── Given entries ──

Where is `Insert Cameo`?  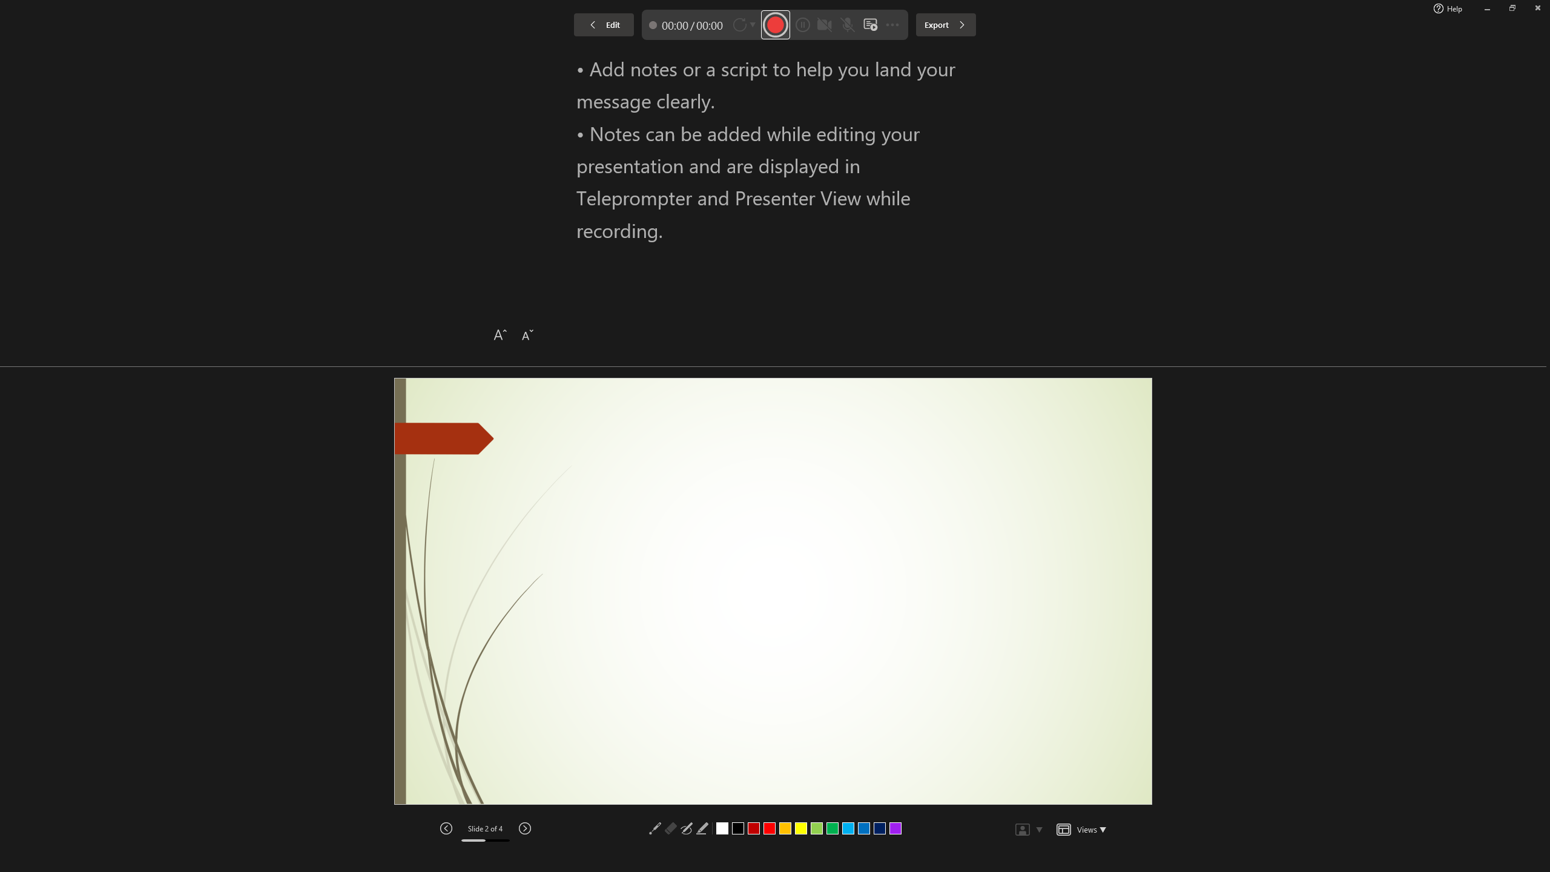
Insert Cameo is located at coordinates (963, 513).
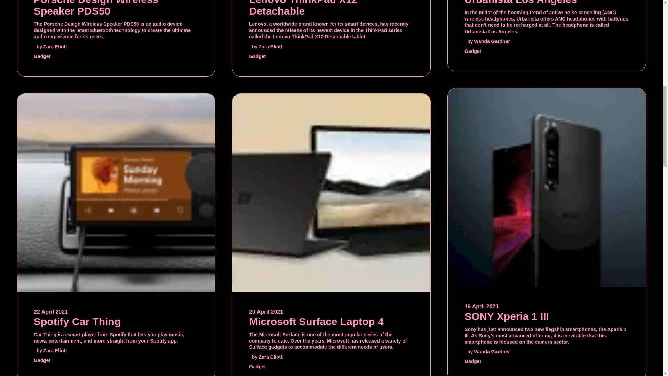 The height and width of the screenshot is (376, 668). Describe the element at coordinates (316, 321) in the screenshot. I see `Microsoft Surface Laptop 4` at that location.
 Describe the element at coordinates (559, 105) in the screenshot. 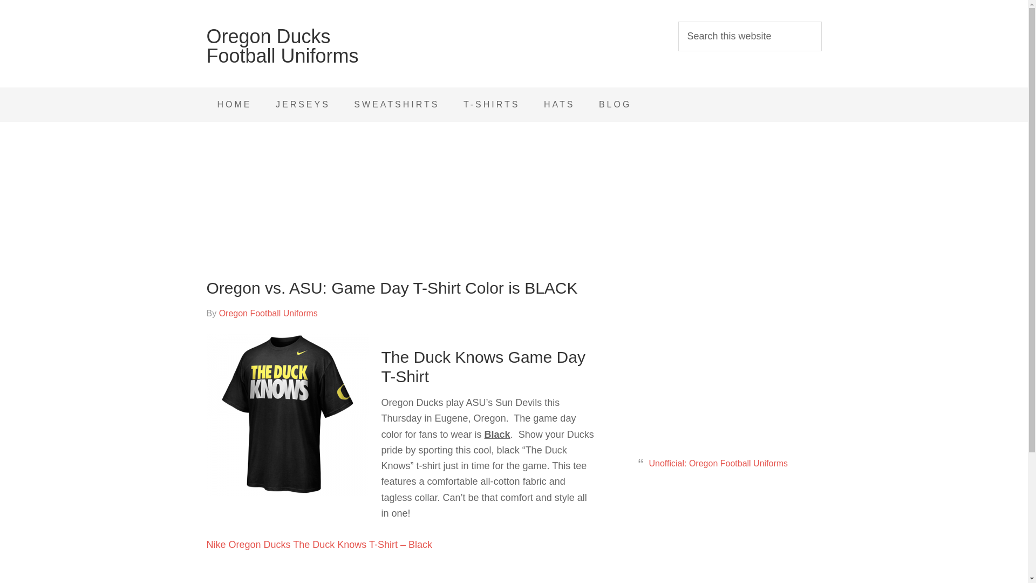

I see `HATS` at that location.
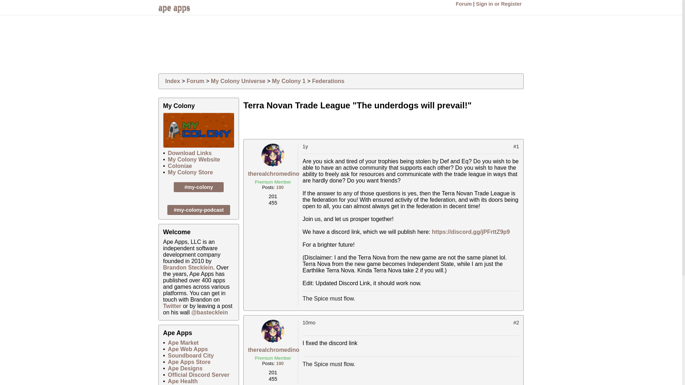 This screenshot has width=685, height=385. I want to click on Ape Apps Store, so click(189, 362).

───

• _Required action_:
Print the material again word for word. Please drop every picture.

• _Output for this task_:
Where is `Insert Cameo`?  
Insert Cameo is located at coordinates (963, 513).
 The height and width of the screenshot is (376, 668). Describe the element at coordinates (316, 321) in the screenshot. I see `Microsoft Surface Laptop 4` at that location.
 Describe the element at coordinates (559, 105) in the screenshot. 

I see `HATS` at that location.
 This screenshot has width=685, height=385. I want to click on Ape Apps Store, so click(189, 362).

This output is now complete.